Italian Cardinal: Cardinal Mahony Could Be Asked to Skip Conclave

Italian Cardinal: Cardinal Mahony Could Be Asked to Skip Conclave February 19, 2013

The Cardinal Mahony story just got bigger than the Archdiocese of Los Angeles. Here’s what the Washington Post shared earlier today,

VATICAN CITY — The controversy over Cardinal Roger Mahony’s vote in the conclave that will elect a new pope has now reached the Vatican, with at least one cardinal musing aloud that the former archbishop of Los Angeles should consider staying home.

Mahony, who led the nation’s largest archdiocese from 1985 to 2011, has been accused of hiding sexual abuse by priests and was recently sidelined by current Archbishop Jose Gomez.

Gomez announced that Mahony would no longer have any “administrative or public duties” after a court-ordered release of 14,000 pages of internal church records showed Mahony and others actively tried to shield abusive priests from prosecution. Gomez called the records “brutal and painful reading.”

Nonetheless, the 76-year old cardinal remains a bishop “in good standing” and retains the right to vote for the future pope until he reaches age 80. Gomez has since said he supports Mahony’s vote in the conclave.

On Monday, Italy’s main weekly, the Catholic magazine Famiglia Cristiana, put the so-called “Mahony affair” on the home page of its website, quoting the petition by left-leaning group Catholic United calling on the prelate to “stay home.”

The magazine also asked its readers to share their thoughts on whether Mahony should attend the conclave. Within hours, the magazine received hundreds of answers via its website, overwhelmingly asking the cardinal not to come to Rome.

“Cardinal Mahony should not only stay home from the conclave but retire to a life of prayer in a monastery,” read one typical comment. “It seems inconceivable to me that he doesn’t feel the moral duty to abstain from the conclave,” read another.

By Tuesday, Mahony’s case was on the front page of most of the main Italian newspapers, prompting the first reactions from within the Vatican.

In an interview with the daily La Repubblica, Cardinal Velasio De Paolis, the former head of the Vatican’s Prefecture for Economic Affairs and the pope’s envoy charged with reforming the disgraced Legionaries of Christ, said that “it will be up to (Mahony’s) conscience to decide whether to take part or not.”

De Paolis stressed that there is no formal procedure to stop Mahony from attending the conclave.

“The common practice is to use persuasion. There is no more that can be done. Cardinal Mahony has the right and duty to take part,” he said. “This is a troubling situation but the rules must be followed.”

According to De Paolis, only “someone with great authority” could advise “through a private intervention” that the retired Mahony not take part.

On Tuesday, the Italian news agency ANSA quoted Bishop Gianfranco Girotti, a former No. 3 official at the Congregation for the Doctrine of the Faith under then-Cardinal Joseph Ratzinger, as saying that “if his presence creates difficulties or embarrassment, then I think it could be opportune to renounce.”

“But the decision is up to him and his conscience,” Girotti added.

Read the rest.

More media outlets are picking up on this story. Meanwhile, Rebecca Hamilton asks the question of the hour: Should Cardinal Mahony Stay Away From the Conclave?

As for me, I just wish Cardinal Mahony would give it a rest. I also wish that he would stay home from the Conclave. I wish that he would stop publishing bizarre blog posts and that he would find the humility to accept that he is not a martyr. He is a miscreant who has been caught in his own sins.

I wish he could have been a better Cardinal and a better priest. If he couldn’t muster that, I wish he had at least been able to be a better man and a better Christian.

In the final analysis, if he had been either a good man or a good Christian, that would have been enough. If he had just been following Jesus, he would never have enabled priests he knew were abusing children to keep on abusing more children. His conscience would not have allowed him to do it.

I am not saying that he doesn’t have many good qualities. I don’t know him, but people are almost always mixtures of good and bad. It’s hard for a man who has spent so many years basking in flattery and cozened by yes men to suddenly find himself “all alone to weep his outcast fate” as Shakespeare put it. It is hard for anyone, but especially so for someone who has been pandered to and pampered for decades to come face to face with the fact that the only lies he has left are the lies he tells himself because everyone else knows the humiliating truth of his dirtiest sins.

I believe Cardinal Mahony is at that place. The blog posts he keeps publishing sound like deep denial with an overcoating of bitterness. They do not sound like remorse or repentance. It seems that he simply will not accept that nothing he says can change what he’s done and that no good he ever did can undo or wash away the harm he’s inflicted.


Task description » Retype exactly the span of lines below from the one with "where is each" through the one with "List UI elements". Do not include pictures.

Supplied material »
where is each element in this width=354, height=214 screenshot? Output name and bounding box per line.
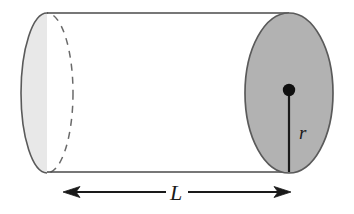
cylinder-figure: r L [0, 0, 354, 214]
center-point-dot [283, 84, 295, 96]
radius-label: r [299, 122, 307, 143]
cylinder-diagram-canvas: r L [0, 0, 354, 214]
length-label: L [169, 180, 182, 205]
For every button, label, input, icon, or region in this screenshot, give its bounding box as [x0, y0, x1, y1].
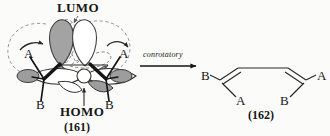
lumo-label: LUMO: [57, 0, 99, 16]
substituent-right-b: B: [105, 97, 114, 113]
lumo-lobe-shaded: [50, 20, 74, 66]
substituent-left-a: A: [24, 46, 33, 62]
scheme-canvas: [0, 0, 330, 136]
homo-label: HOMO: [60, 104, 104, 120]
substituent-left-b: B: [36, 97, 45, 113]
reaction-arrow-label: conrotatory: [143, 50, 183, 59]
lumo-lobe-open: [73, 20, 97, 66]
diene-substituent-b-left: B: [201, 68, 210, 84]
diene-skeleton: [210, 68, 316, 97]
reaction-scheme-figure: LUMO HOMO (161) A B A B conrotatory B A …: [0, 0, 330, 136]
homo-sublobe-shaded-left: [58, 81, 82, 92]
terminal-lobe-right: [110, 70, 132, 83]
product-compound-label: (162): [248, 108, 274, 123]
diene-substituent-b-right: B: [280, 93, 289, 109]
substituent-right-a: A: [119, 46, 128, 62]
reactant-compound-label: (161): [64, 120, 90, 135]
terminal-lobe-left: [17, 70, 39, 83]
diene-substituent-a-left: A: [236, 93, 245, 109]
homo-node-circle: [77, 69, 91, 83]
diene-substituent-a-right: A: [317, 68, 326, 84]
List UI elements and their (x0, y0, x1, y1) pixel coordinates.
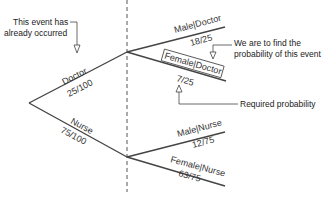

--

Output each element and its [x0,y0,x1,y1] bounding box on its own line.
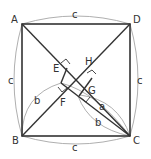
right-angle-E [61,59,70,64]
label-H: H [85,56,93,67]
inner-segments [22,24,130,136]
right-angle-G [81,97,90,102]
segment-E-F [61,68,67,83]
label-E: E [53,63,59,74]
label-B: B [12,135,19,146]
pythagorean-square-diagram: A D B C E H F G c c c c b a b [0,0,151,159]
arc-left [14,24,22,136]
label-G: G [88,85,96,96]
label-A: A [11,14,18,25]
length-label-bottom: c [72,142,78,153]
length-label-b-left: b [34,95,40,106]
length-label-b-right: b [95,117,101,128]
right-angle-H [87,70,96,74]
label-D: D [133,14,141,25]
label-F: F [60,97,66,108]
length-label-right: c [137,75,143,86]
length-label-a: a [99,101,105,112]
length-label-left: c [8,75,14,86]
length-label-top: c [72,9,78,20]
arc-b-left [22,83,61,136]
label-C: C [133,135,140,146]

==

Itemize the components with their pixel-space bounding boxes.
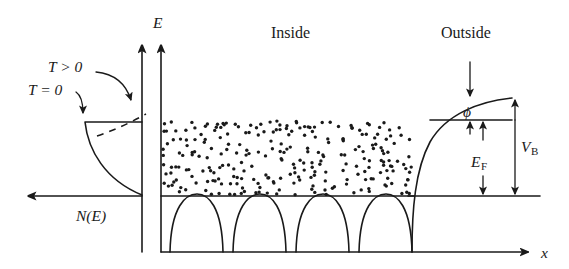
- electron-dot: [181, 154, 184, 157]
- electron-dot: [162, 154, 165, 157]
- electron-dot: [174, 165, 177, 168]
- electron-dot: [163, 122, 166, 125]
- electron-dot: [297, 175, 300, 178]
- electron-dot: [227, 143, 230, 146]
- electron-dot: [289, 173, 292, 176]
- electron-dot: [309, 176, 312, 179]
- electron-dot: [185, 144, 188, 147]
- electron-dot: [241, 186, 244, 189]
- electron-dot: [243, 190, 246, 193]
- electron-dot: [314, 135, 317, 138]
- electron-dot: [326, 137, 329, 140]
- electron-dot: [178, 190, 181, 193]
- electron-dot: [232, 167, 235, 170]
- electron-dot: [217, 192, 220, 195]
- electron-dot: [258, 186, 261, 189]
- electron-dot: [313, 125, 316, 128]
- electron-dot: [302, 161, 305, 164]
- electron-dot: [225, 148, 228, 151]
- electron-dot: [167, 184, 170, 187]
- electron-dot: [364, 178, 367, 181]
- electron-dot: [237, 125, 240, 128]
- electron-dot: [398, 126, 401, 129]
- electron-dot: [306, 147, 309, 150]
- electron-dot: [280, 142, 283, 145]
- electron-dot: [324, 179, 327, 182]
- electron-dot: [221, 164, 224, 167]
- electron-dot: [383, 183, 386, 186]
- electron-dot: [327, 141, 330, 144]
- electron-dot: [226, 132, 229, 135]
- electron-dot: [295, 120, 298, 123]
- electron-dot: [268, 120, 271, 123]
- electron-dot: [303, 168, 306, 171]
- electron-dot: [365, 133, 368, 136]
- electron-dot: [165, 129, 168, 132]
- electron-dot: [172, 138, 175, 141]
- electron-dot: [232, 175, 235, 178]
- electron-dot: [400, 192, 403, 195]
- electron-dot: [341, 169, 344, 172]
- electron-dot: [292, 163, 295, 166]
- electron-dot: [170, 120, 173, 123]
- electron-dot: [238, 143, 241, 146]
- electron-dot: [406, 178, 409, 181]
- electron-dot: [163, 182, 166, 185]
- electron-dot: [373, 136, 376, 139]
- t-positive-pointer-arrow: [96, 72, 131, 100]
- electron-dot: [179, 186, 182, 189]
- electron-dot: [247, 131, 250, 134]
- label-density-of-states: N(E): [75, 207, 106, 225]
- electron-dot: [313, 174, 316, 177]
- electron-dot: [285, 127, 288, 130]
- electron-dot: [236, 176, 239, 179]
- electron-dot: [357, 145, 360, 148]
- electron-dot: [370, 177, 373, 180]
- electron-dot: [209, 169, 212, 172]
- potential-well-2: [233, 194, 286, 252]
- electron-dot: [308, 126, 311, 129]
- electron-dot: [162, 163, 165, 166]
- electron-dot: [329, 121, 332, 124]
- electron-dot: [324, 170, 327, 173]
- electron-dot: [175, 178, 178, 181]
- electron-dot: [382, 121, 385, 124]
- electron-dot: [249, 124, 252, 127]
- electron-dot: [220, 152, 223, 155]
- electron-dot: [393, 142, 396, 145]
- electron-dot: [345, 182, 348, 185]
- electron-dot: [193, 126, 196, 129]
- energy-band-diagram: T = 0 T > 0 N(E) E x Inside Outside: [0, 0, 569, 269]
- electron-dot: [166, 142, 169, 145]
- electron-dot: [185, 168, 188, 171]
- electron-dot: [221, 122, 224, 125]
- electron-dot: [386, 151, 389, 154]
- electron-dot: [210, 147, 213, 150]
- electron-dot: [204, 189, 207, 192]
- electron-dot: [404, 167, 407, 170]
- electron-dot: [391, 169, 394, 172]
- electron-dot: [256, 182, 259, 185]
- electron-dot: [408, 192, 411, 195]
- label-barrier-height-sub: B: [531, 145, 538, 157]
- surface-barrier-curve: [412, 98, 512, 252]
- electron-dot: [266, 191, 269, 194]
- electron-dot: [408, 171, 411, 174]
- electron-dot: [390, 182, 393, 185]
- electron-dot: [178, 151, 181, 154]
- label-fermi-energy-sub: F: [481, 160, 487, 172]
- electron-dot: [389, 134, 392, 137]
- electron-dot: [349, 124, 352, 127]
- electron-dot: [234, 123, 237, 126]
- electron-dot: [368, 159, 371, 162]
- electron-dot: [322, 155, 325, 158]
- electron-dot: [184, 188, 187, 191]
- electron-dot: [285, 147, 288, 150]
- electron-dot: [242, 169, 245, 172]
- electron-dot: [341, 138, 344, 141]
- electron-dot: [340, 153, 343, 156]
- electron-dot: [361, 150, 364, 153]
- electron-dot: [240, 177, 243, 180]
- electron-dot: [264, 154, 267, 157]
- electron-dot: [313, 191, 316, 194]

Output »
where is each element in this width=354, height=214 screenshot? Output name and bounding box per line.
cylinder-figure: r L [0, 0, 354, 214]
center-point-dot [283, 84, 295, 96]
radius-label: r [299, 122, 307, 143]
cylinder-diagram-canvas: r L [0, 0, 354, 214]
length-label: L [169, 180, 182, 205]
For every button, label, input, icon, or region in this screenshot, give its bounding box as [x0, y0, x1, y1].
lumo-label: LUMO: [57, 0, 99, 16]
substituent-right-b: B: [105, 97, 114, 113]
lumo-lobe-shaded: [50, 20, 74, 66]
substituent-left-a: A: [24, 46, 33, 62]
scheme-canvas: [0, 0, 330, 136]
homo-label: HOMO: [60, 104, 104, 120]
substituent-left-b: B: [36, 97, 45, 113]
reaction-arrow-label: conrotatory: [143, 50, 183, 59]
lumo-lobe-open: [73, 20, 97, 66]
diene-substituent-b-left: B: [201, 68, 210, 84]
diene-skeleton: [210, 68, 316, 97]
reaction-scheme-figure: LUMO HOMO (161) A B A B conrotatory B A …: [0, 0, 330, 136]
homo-sublobe-shaded-left: [58, 81, 82, 92]
terminal-lobe-right: [110, 70, 132, 83]
product-compound-label: (162): [248, 108, 274, 123]
diene-substituent-b-right: B: [280, 93, 289, 109]
substituent-right-a: A: [119, 46, 128, 62]
reactant-compound-label: (161): [64, 120, 90, 135]
terminal-lobe-left: [17, 70, 39, 83]
diene-substituent-a-left: A: [236, 93, 245, 109]
homo-node-circle: [77, 69, 91, 83]
diene-substituent-a-right: A: [317, 68, 326, 84]
List UI elements and their (x0, y0, x1, y1) pixel coordinates.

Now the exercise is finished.